No slip-up: recreational hunting as a security risk
The French hunting lobby likes to point out that the number of hunting accidents has declined in recent decades. This is true, but it obscures something crucial. According to figures from the French Office for Biodiversity (OFB), a total of 97 hunting accidents were recorded in the 2023/24 season, compared to 78 the previous year.
At the same time, the number of so-called «incidents» — shots fired causing property damage or narrowly missing people — is rising. The animal protection organisation ASPAS reports 135 such incidents for the 2024/25 season, with hits on 58 houses, 27 vehicles and 50 pets.
This tally shows:
- Not only hobby hunters themselves are put in danger,
- bystanders and their animals repeatedly end up in the line of fire,
- The line between a «near-miss» and a fatal outcome is often pure chance.
Against this backdrop, a hobby hunter under the influence of cocaine and amphetamines does not look like an exotic freak case, but like an escalated version of a structural problem: a leisure activity that normalises lethal weapons and the actual use of violence inevitably produces situations in which people and animals suffer or die.
Society wants restrictions, politics delivers privileges
While incidents such as the one in Tarn-et-Garonne make the risks visible, French politics is above all feeling the pressure of the hunting lobby. At the same time, criticism among the general public is growing.
An Ipsos survey commissioned by the organisation One Voice shows: in 2023, 53 percent of French people stated that they are broadly opposed to hobby hunting — the highest figure ever recorded.
Despite this, the lobby repeatedly succeeds in preventing or reversing restrictions. The recent decision to once again permit hobby hunting of the turtle dove in France — a species whose numbers have declined sharply across Europe and which continues to be classified as «vulnerable» — illustrates this political bias with great clarity.
A paradoxical picture emerges:
- The majority of the population increasingly regards hobby hunting as dangerous, anachronistic and cruel.
- Politics clings to privileges for a shrinking minority of recreational hunters.
- The price of this imbalance is paid by people, pets and wild animals.
What the «hobby hunter in delirium» reveals
The case of the cocaine-intoxicated hobby hunter in Tarn-et-Garonne is a burning glass. It reveals in extreme form what usually unfolds more gently in everyday life, but is structurally similar.
- Hunting allows private individuals to appear in public spaces with weapons,
- it normalizes violence against animals as a “sport”,
- it creates a culture in which aggression, possessive thinking, and masculine rituals are combined with firearms,
- and it regularly produces situations in which uninvolved people become victims.
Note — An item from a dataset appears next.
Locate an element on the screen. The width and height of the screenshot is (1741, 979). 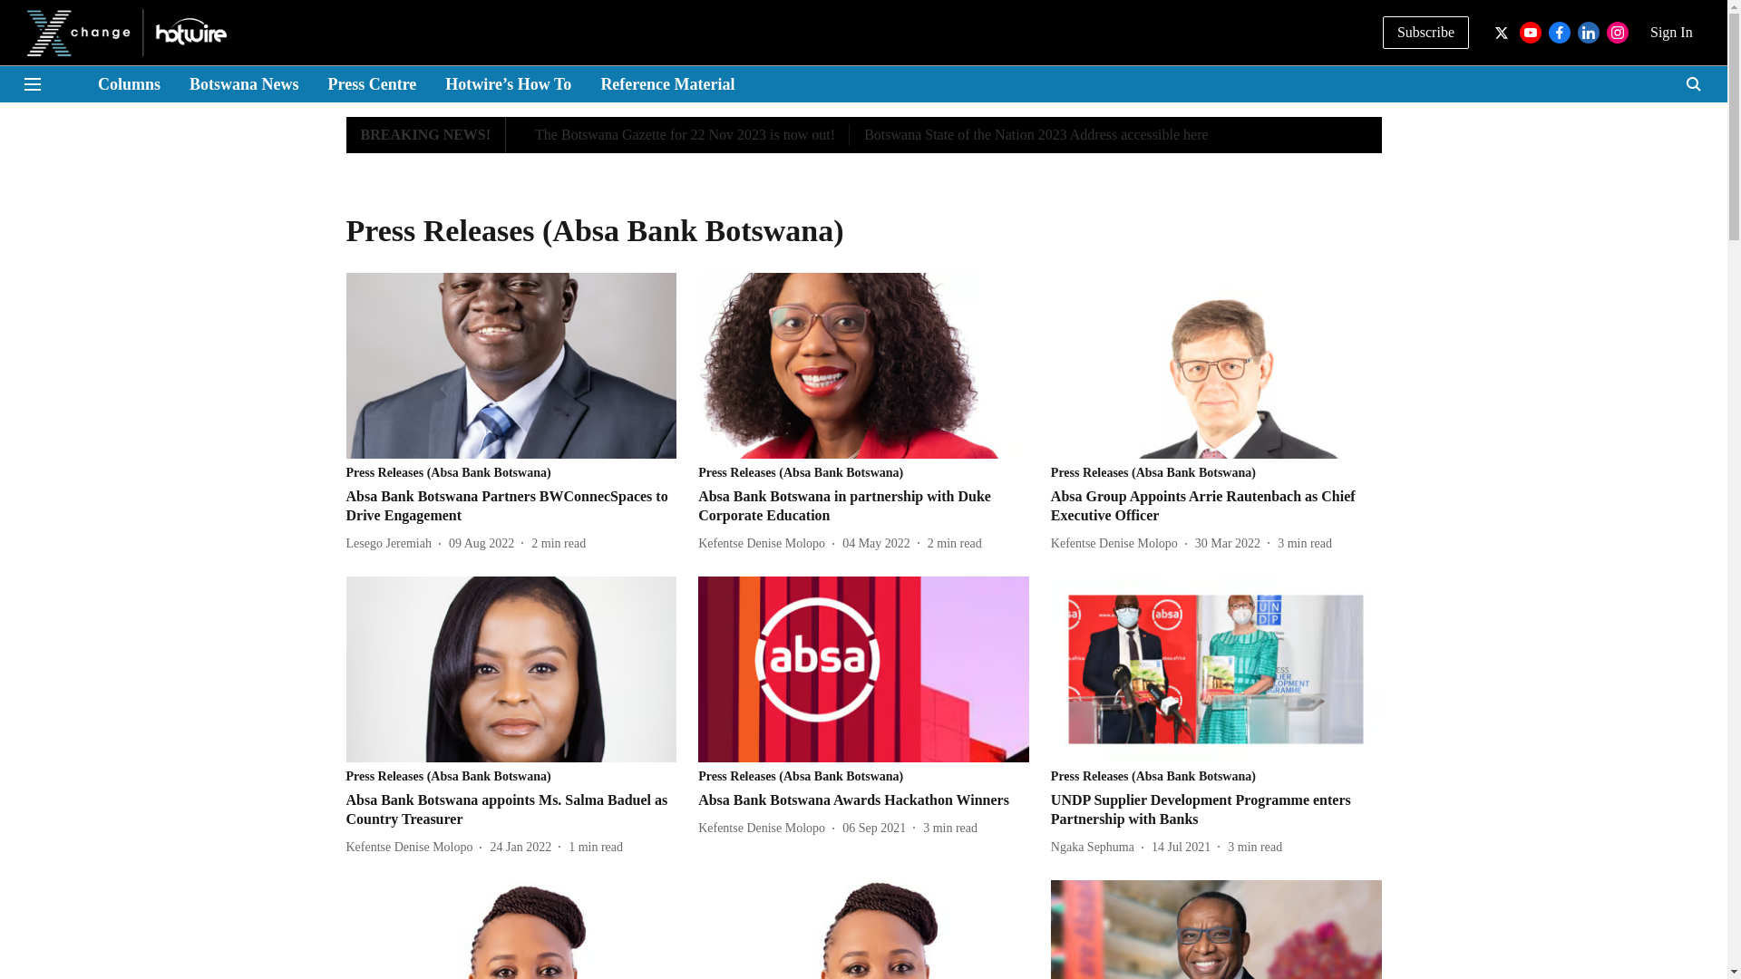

Those who maintain such a system cannot honestly be surprised when hobby hunters go berserk under the influence of drugs. The question is not whether there are “black sheep,” but why a society accepts a hobby in which a “delirium” with a loaded rifle is even possible.
As long as politicians and authorities cave to the hunting lobby, every walk through a hunting territory, every drive through a hunting area remains a calculable risk. For people who simply want to live. And for animals who are degraded to moving targets by a violent recreational model.
And that is precisely why the scandal in Tarn-et-Garonne is not over once the verdict against the individual hobby hunter has been delivered. The real trial is still missing: the one about the future of hobby hunting as an accepted leisure activity in an allegedly civilized society.